1) Why would you write something on spec without controlling it the first place? Here’s how the business works: if you like an idea based on an existing piece of material, option the material, then write.
2) It just makes it easier to option those stories. No more chasing down rights. Just call the agent.
The writer in you doesn’t have a clue how the business works I guess. This doesn’t hurt writers in any way. It provides access for feature and television writers, producers and buyers.
You are in the minority and you do understand. That is the place of anyone who has a functioning brain and uses it while interfacing in any way, shape, place or form in this industry. They want you to worship the dollar and the dollar alone, and please stop thinking.
But don’t do it.
Another idiot.
Also, got to love how they only consider whether it will benefit themselves as screenwriters, not the fact it is a huge benefit to the journalists who did the real work in finding the subject, researching and forming a narrative out of all the bits of information for relatively not very much pay.
Bet one of the first article’s they sign get optioned is Wesley Yang’s recent piece about being Asian in America. It’s creating tremendous buzz. I mean, the guy’s gone from an unknown to being a superstar in Bklyn.
You are absolutely right. And to take this line of thought one step further, this further alienates the producer from the process because they now must go through icm’s own vetting process in order to get involved in a project and this feels like it crosses the line where agencies cannot act as producers.
If they are repping the material, pitching the ideas to their writers and bringing packages to studios they are in fact acting in the role of producer. Thus just makes it ever harder to make a living on the fringes of the industry.
you make absolutely no sense whatsoever. agencies represent books, IP; it’s the same thing here. WME reps Texas Monthly, same deal. These articles are not just “ideas.” These are extremely detailed feature articles that in turn are optioned for their lengthy reports on an interesting subject that will/can elicit either commercial or critical success. Sure, ICM can cater to their own clients first, but every agency does that with the material they rep, even with specs (trying to package with their directors or producers).

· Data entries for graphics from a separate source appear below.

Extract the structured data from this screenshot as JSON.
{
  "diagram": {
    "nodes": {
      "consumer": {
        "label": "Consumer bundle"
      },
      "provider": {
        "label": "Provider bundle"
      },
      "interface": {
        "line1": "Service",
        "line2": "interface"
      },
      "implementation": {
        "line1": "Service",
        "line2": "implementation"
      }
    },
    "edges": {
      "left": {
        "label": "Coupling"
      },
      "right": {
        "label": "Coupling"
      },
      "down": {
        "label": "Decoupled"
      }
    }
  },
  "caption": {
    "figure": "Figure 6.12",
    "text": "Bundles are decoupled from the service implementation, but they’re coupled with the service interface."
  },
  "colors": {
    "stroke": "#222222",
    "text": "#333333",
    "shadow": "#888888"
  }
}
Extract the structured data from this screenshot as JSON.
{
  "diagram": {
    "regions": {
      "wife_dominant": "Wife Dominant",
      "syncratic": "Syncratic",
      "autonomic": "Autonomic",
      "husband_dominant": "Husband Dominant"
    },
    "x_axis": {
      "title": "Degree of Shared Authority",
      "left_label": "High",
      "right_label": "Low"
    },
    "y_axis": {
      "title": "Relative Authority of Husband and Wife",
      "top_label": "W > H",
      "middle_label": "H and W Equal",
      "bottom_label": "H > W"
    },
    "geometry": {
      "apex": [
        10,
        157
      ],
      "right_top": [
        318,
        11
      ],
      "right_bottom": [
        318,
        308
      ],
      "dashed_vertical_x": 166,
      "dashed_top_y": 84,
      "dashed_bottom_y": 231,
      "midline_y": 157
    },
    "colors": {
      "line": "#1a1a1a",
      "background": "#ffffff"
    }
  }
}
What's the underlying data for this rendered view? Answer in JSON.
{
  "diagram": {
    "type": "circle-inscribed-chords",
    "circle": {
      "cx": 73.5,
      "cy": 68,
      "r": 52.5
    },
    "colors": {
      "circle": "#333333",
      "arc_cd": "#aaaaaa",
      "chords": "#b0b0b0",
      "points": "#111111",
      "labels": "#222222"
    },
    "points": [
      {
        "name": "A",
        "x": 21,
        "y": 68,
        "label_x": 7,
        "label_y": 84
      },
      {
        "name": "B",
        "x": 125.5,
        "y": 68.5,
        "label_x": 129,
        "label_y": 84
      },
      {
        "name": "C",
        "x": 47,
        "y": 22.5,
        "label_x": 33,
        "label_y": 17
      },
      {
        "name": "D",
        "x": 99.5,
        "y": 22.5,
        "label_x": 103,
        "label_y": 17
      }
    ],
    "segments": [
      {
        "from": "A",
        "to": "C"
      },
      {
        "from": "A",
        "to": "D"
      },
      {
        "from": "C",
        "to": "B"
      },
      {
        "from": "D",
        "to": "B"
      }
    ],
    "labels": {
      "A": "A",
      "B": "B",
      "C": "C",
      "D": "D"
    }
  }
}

And as far as agencies becoming “producers,” they are legally prohibited from doing so. Can’t get credit, can’t get paid. Of course that’s why so many leave the agency world and become producers or managers.
Joe, agreed.
Jimmy H.
oh, and one more thing, if you’re an indie producer and you’re solely relying on the NY Times Magazine in the hopes of optioning one of its articles then you’re not a very good indie producer. Mike De Luca, Scott Rudin . . . they get those articles. YOU on the other hand should be chasing that article in the Philadelphia Inquirer’s sunday magazine or the Sacramento Bee’s because A) you actually have a chance B) they could be inherently more awesome.
And also, if you DO find that great NY Time Mag article from 25 years ago that you love, at least you now know where to get in touch with the rights holder.
if you’re any kind of producer and you rely on pre-known (or whatever they’re called) “properties,” plush toys, candy dispensers, television shows and all the troughs where lazy people slurp – you’re not a very good producer
I’m an experienced but unimportant independent producer in NYC and I got rights to a NY Times Magazine story a couple years ago. Try first before you give up.
New York magazine, not NYT mag.
What the article doesn’t say is that New York Magazine is helping itself to 50% of the money generated by the deal. Where in the past a writer could get an agent to shop his/her work around and maybe get a deal that would benefit the writer directly, now the magazine is inserting itself into that process. Magazine writers don’t make a lot of money.The rare, occasional option is a welcome bit of extra cash. This is a rights and money grab and it’s a really bad idea for writers.